Wednesday evening, I went to a Zoom meeting organised by the Centre for Progressive Change about campaigning for much needed reforms to Statutory Sick Pay. The Centre for Progressive Change is a new organisation, and this is their first campaign, so they want to make a mark. As far as I could make out, the campaign is being led by the cleaners and their union, although other unions are also involved. At the moment there are a large number of workers, who aren’t getting statutory sick pay. I’ve forgotten the precise figures, but it’s something like a third or above. If they do qualify for it, they have to wait three days to receive it from the day they sign off sick, and the amount paid, £99 a week, isn’t sufficient to cover people’s needs. They are therefore campaigning for the amount to be raised, and for it to be paid from the first day of ill health.

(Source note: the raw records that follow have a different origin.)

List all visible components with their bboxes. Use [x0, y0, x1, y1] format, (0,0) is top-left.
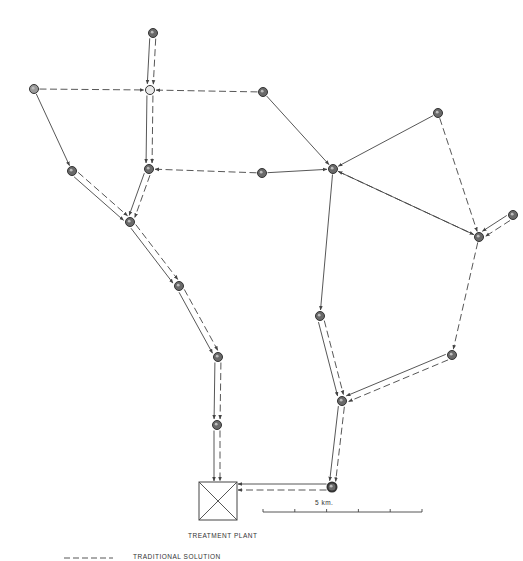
- optimised-edge-N1-N2: [147, 38, 149, 84]
- traditional-edge-N3-N2: [39, 89, 144, 90]
- treatment-plant: [199, 482, 237, 520]
- traditional-edge-N2-N6: [152, 96, 153, 164]
- node-N2: [146, 86, 155, 95]
- optimised-edge-N15-N18: [214, 362, 215, 419]
- optimised-edge-N14-N17: [318, 322, 337, 396]
- scale-label: 5 km.: [315, 499, 333, 506]
- traditional-edge-N6-N10: [135, 175, 150, 217]
- traditional-edge-N10-N13: [136, 225, 178, 280]
- traditional-edge-N7-N6: [155, 169, 257, 173]
- network-diagram: [0, 0, 523, 561]
- optimised-edge-N2-N6: [146, 95, 147, 163]
- optimised-edge-N6-N10: [129, 173, 144, 215]
- traditional-edge-N11-N16: [453, 242, 477, 349]
- optimised-edge-N7-N8: [267, 169, 327, 172]
- traditional-edge-N4-N2: [156, 90, 258, 92]
- optimised-edge-N3-N5: [36, 94, 69, 166]
- traditional-solution-edges: [39, 39, 510, 490]
- optimised-edge-N5-N10: [74, 177, 123, 220]
- legend-label-traditional: TRADITIONAL SOLUTION: [133, 553, 221, 560]
- optimised-edge-N12-N11: [482, 215, 506, 231]
- scale-bar: [263, 509, 422, 512]
- optimised-solution-edges: [36, 38, 506, 484]
- traditional-edge-N15-N18: [220, 363, 221, 420]
- traditional-edge-N1-N2: [153, 39, 155, 85]
- traditional-edge-N12-N11: [486, 221, 510, 237]
- optimised-edge-N4-N8: [267, 96, 329, 164]
- optimised-edge-N16-N17: [346, 354, 445, 396]
- traditional-edge-N14-N17: [324, 321, 343, 395]
- optimised-edge-N9-N8: [338, 116, 433, 167]
- traditional-edge-N16-N17: [349, 360, 448, 402]
- plant-label: TREATMENT PLANT: [188, 532, 257, 539]
- traditional-edge-N8-N11: [338, 171, 474, 234]
- network-nodes: [30, 29, 518, 492]
- traditional-edge-N5-N10: [78, 172, 127, 215]
- optimised-edge-N13-N15: [179, 292, 212, 353]
- traditional-edge-N13-N15: [184, 289, 217, 350]
- optimised-edge-N8-N14: [321, 174, 333, 310]
- optimised-edge-N10-N13: [131, 228, 173, 283]
- traditional-edge-N9-N11: [440, 118, 477, 231]
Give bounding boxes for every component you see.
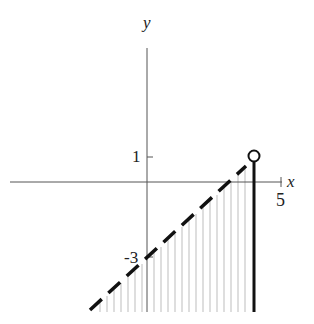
y-tick-label-m3: -3: [124, 248, 138, 267]
shaded-region: [100, 169, 245, 312]
y-tick-label-1: 1: [132, 147, 141, 166]
x-tick-label-5: 5: [276, 190, 285, 210]
y-axis-label: y: [141, 13, 151, 32]
x-axis-label: x: [286, 172, 295, 191]
graph: y x 1 -3 5: [0, 0, 314, 324]
open-point: [249, 151, 260, 162]
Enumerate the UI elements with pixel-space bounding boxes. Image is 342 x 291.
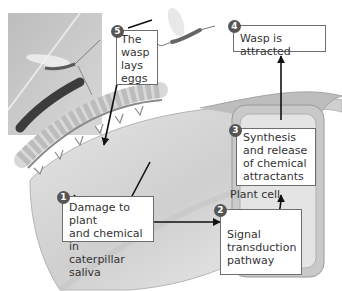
plant-cell-label: Plant cell: [230, 188, 280, 201]
step-4-box: Wasp is attracted: [233, 25, 326, 52]
step-3-box: Synthesis and release of chemical attrac…: [236, 128, 316, 186]
step-2-line: transduction: [227, 241, 295, 254]
step-1-line: caterpillar saliva: [69, 253, 147, 279]
step-4-badge: 4: [228, 20, 241, 33]
step-4-line: Wasp is attracted: [240, 32, 319, 58]
step-3-line: of chemical: [243, 157, 309, 170]
step-5-box: The wasp lays eggs: [116, 30, 158, 85]
step-1-badge: 1: [57, 191, 70, 204]
step-5-line: lays: [121, 59, 153, 72]
step-5-badge: 5: [111, 25, 124, 38]
step-5-line: wasp: [121, 46, 153, 59]
step-1-box: Damage to plant and chemical in caterpil…: [62, 196, 154, 242]
step-1-line: Damage to plant: [69, 201, 147, 227]
step-3-line: and release: [243, 144, 309, 157]
step-3-badge: 3: [229, 124, 242, 137]
step-5-line: eggs: [121, 72, 153, 85]
step-3-line: Synthesis: [243, 131, 309, 144]
step-3-line: attractants: [243, 170, 309, 183]
step-2-box: Signal transduction pathway: [220, 209, 302, 275]
flying-wasp-illustration: [158, 6, 215, 46]
step-2-line: pathway: [227, 254, 295, 267]
step-2-badge: 2: [214, 204, 227, 217]
step-1-line: and chemical in: [69, 227, 147, 253]
diagram-canvas: The wasp lays eggs 5 Wasp is attracted 4…: [0, 0, 342, 291]
step-2-line: Signal: [227, 228, 295, 241]
step-5-line: The: [121, 33, 153, 46]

They also mentioned cases where workers were denied time off work and SSP by their employers, even though they were perfectly entitled to it. This included one young man who came down with cancer a year or so ago. An operation was scheduled, but he was told he would have to isolate for a week or so before the operation to make sure he didn’t catch Covid and would need two weeks off work to recover. When he told this to his HR manager, who had previously been kind and supportive, he was told that the manager couldn’t run a place like this and so couldn’t take the time off work for isolation. Nor was he going to receive sick pay when he took time off work to recuperate. The boss told him instead that he’d have to take unpaid holiday.
This clearly isn’t acceptable.
The meeting itself was bilingual in English and Spanish. There was a button for simultaneous translation, so if you didn’t speak whatever language was being spoken at that moment, you could press a button and get the translation. It felt rather like being at the UN when the various ambassadors and officials there get the translations of speeches through their headphones. I was puzzled why it was in English and Spanish when we’re no longer in the EU, but it may just be that so many of the cleaning staff and other low wage workers involved in this campaign are Spanish.
They’ve got a petition to persuade the government to pay increased SSP and are also trying to get people to organise to see their local MPs about it. I’ve signed it because of the cost of living crisis and Truss’ renewed assault on working class wellbeing.